Foods with a pungent flavor include: ginger, scallion, garlic, hot pepper, pepper, cayenne pepper, onion, leek, and spirit.
Foods with a sweet flavor include: potato, lotus root, wheat, polished rice, pea, milk, pork, chestnut, date, and honey.
Foods with a sour flavor include: tomato, tangerine, plum, lemon, grape, papaya, haw, cherry apple, pomegranate, and vinegar.
Foods with a bitter flavor include: bitter melon, almond, lily bulb, orange peel, tea, coffee, bitter green, arrowroot, and pig liver.
Foods with a salty flavor include: barley, millet, dried purple seaweed, kelp, jellyfish, pork, beef, crab, and table salt.
Chinese medicated diet
According to TCM theory, a Chinese medicated diet has not only the efficiency of medicine but also the delicacy of food, and can be used to prevent and cure diseases, build up one's health, and prolong one's life.

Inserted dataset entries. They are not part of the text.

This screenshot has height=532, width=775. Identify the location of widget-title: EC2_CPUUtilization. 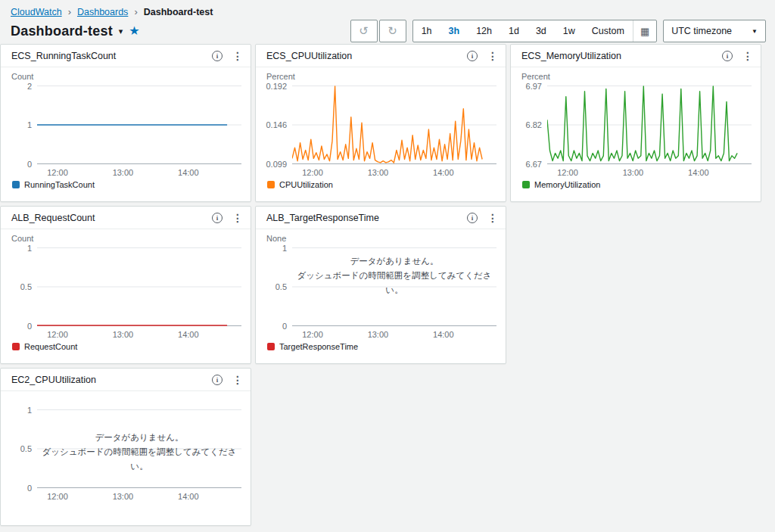
(54, 380).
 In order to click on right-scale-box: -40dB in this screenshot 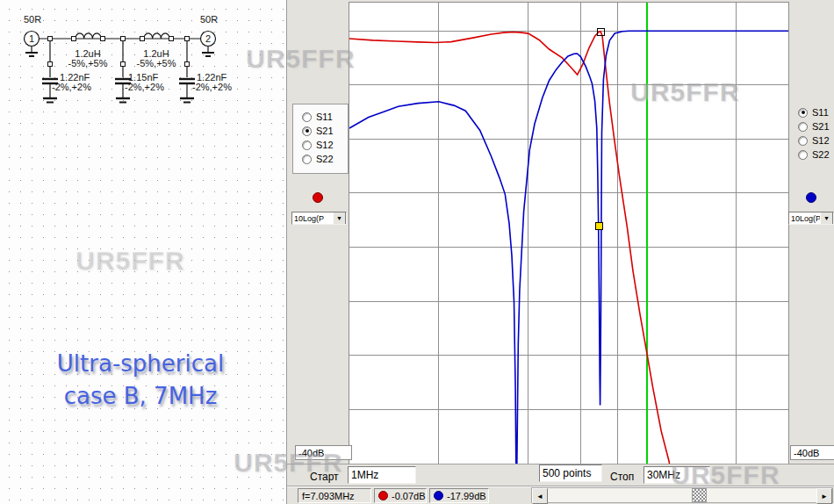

The characteristics of a Chinese medicated diet are as follows:
Laying Stress on the Whole, Selecting Medicated Diet on the Basis of Differential Diagnosis
"Laying stress on the whole, selecting medicated diet on the basis of differential diagnosis" means that when doctors prescribe a medicated diet, they should first make an overall analysis of the patient's physical and health condition, the nature of the patient's illness, the season the patient got ill in, and the geographical condition, and so on, before forming a judgment on the type of syndrome. Only then should the doctors decide on corresponding principles for dietetic therapy and select a suitable medicated diet.
Take a patient suffering from a chronic stomach condition, as an example. If the patient is suffering from a stomach condition resulting from a cold, he or she should take one kind of medicine, but if the patient is suffering from the same kind of condition brought on by a stomach deficiency, he or she should take another kind of medicine.
Suitable for Prevention and Treatment, Outstanding in Effect
Medicated diets can be used either to treat diseases or for healthy people to improve their health and prevent diseases. This is one of the characteristics in which a medicated diet is different from treatment by medicine. Although a medicated diet is something mild, it has a notable effect on the prevention and cure of diseases, health improvement, and health preservation, according to TCM theory.